Thursday, April 24, 2014

Cubed: A Secret History of the Workplace

Pat Macpherson, CC Liu, Wisdom Quarterly; Rosecrans Baldwin (npr.org); Nikil Saval
What are you doing? - I'm just happy to see you. - I can tell. You're outta here because you're nothing more than a third cousin to a chimp, Macpherson. Soundly Coldhotcar said so!*
Hell hath many names... Hades, Gehenna, Niraya, and can be very ironic in Buddhism.
 
So long, palace, riches, and power!
Man was not meant to waste away in quiet desperation in a cubicle. Woman, maybe. Probably not either. That is what "work" in the West has become. We have been cubed. 

To think I, like Siddhartha, could cut the cord and go. Go on a quest. Become a truthseeker. But my boss is calling, and she doesn't like to be kept waiting no matter what I'm doing. 
 
Hello, severe austerities and peace.
"Macpherson, what are you doing?!" Thinking 'bout bananas? "Here's a notepad; take some dictation!"

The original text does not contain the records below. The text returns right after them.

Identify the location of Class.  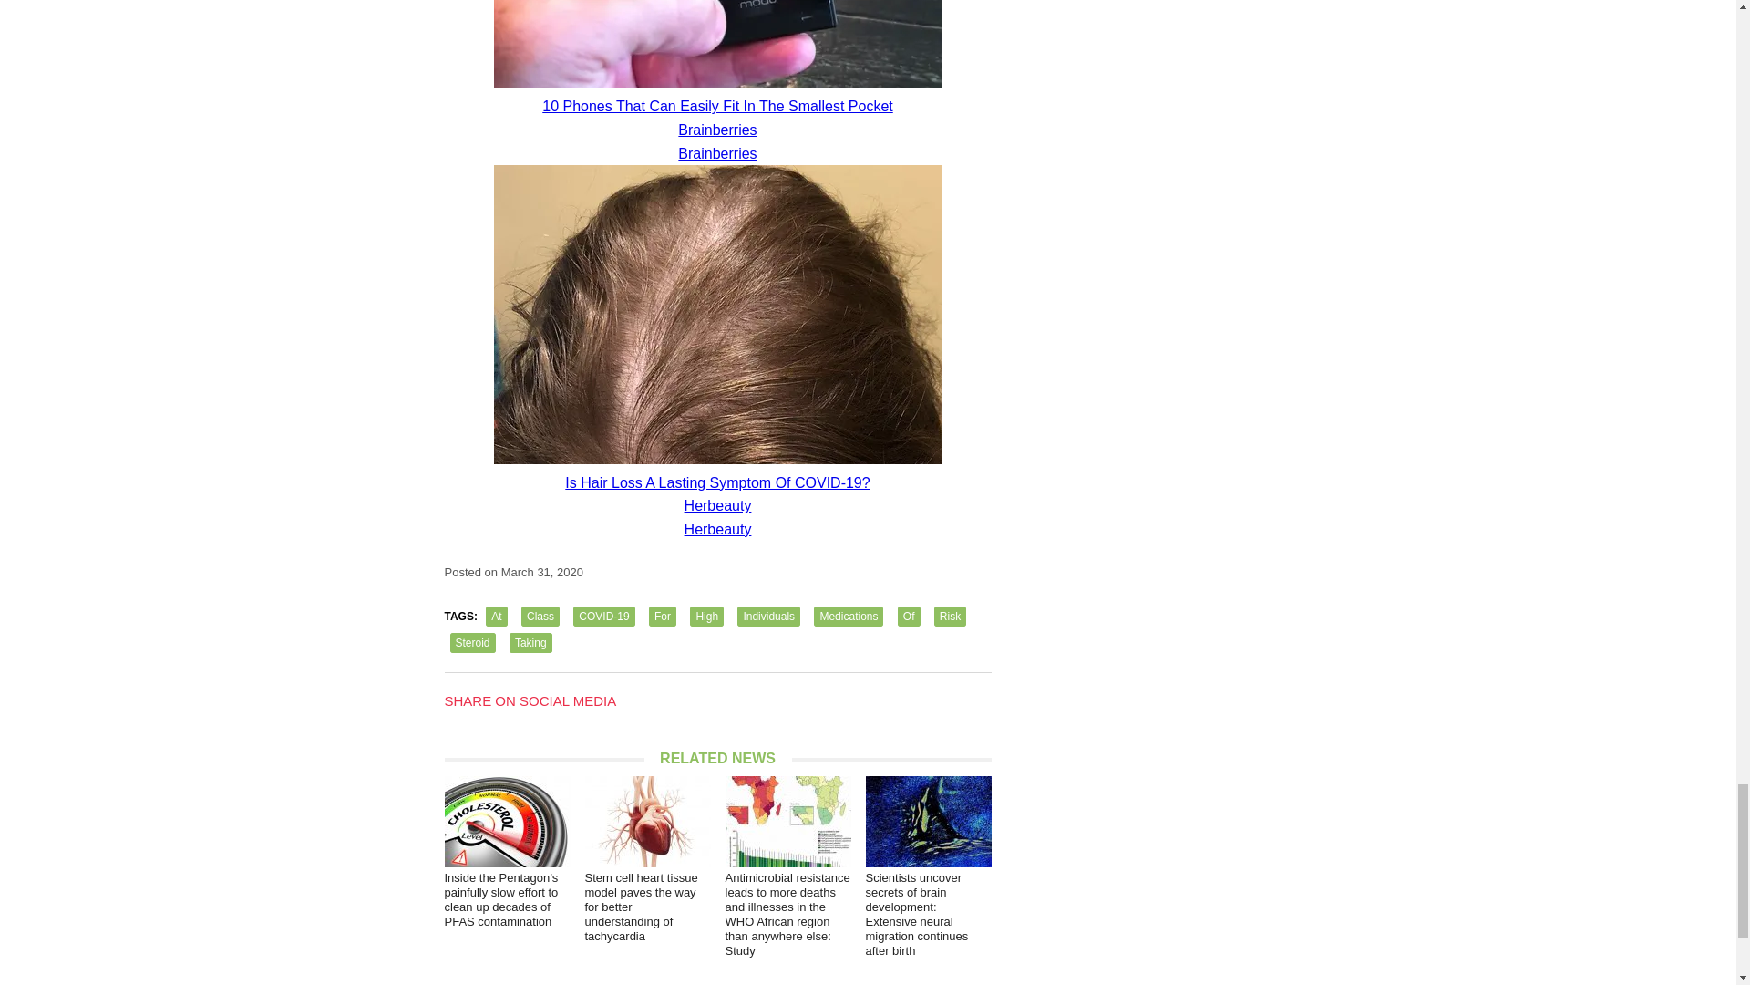
(541, 616).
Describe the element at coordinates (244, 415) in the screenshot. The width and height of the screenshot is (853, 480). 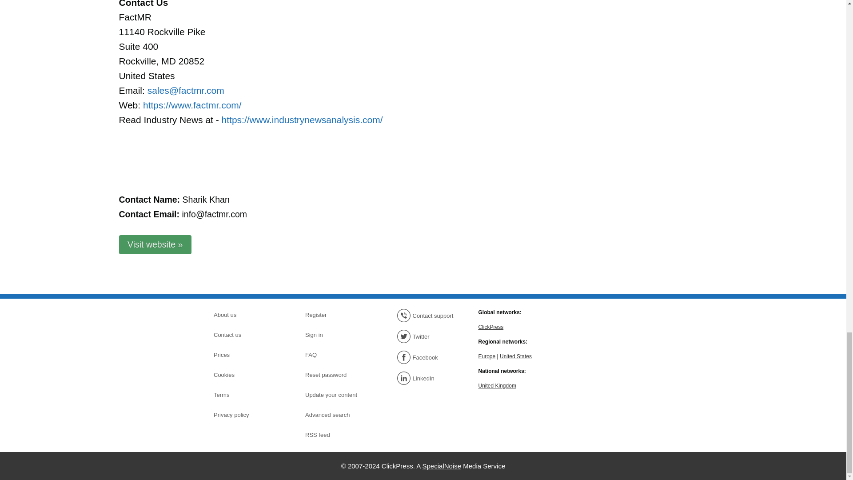
I see `Privacy policy` at that location.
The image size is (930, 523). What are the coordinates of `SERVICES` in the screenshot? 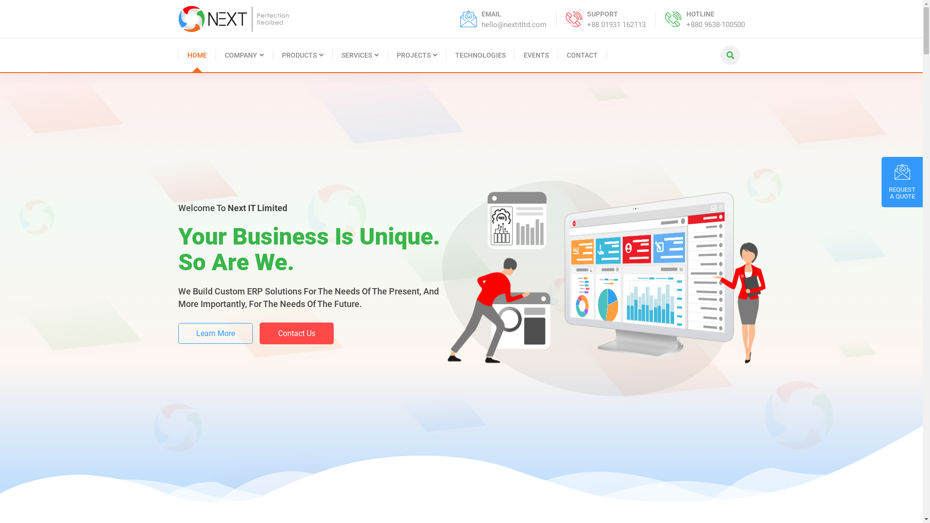 It's located at (360, 55).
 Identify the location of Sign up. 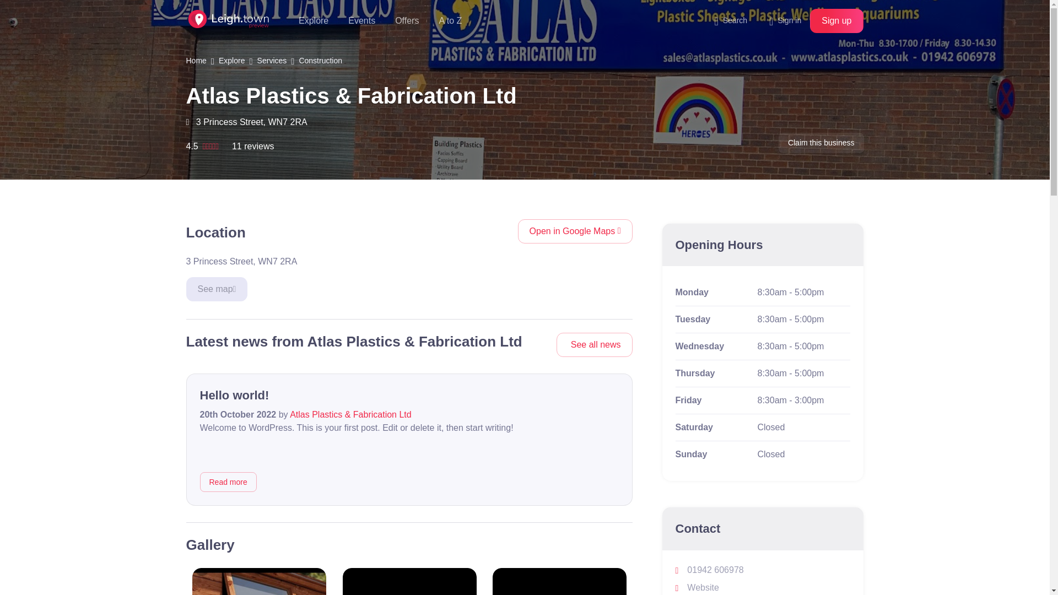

"It was the best of times, it was the worst of times..." Uh-oh. This is going to be a long one. Good thing NPR/SCPR never stops whispering in the background. Author Nikil Saval proves it wasn't always like this. There was a time when a person could earn a right livelihood doing something more than shuffling papers from the in-box to the out-box before the clock on the wall lets us go for the day.

NPR is not good for dogs, but humans like it where Free Speech Radio is not available.

Cubed
Cubed (Nikil Saval)
I was fresh out of college, working at a Web design company. The office had an open layout. We all shared long tables. I did have a window that looked onto a stone wall. Otherwise, I was given a computer, a drawer, and a fancy ergonomic chair.

Then, about a month into the job, my hands completely froze over the keyboard. I couldn't move my fingers for half a minute, in the grip of my very first panic attack. I'd wonder later, was I simply not cut out for office work? Or was office work not cut out for anybody at all:
Soundly Coldhotcar (Sonali Kohlhatkar) with Dr. Jared Diamond

*(Uprising Radio) In The Third Chimpanzee (newly reissued for young adults in April 2014), Pulitzer Prize-winning author and UCLA researcher Jared Diamond (famous for Guns, Germs, and Steel) explores how humans fit among other animal species and also what sets us apart. He explains how we have evolved in our behaviors to perpetuate our genes into future generations, how and why we developed language, culture, art, and what the future holds for the human race given our evolutionary past.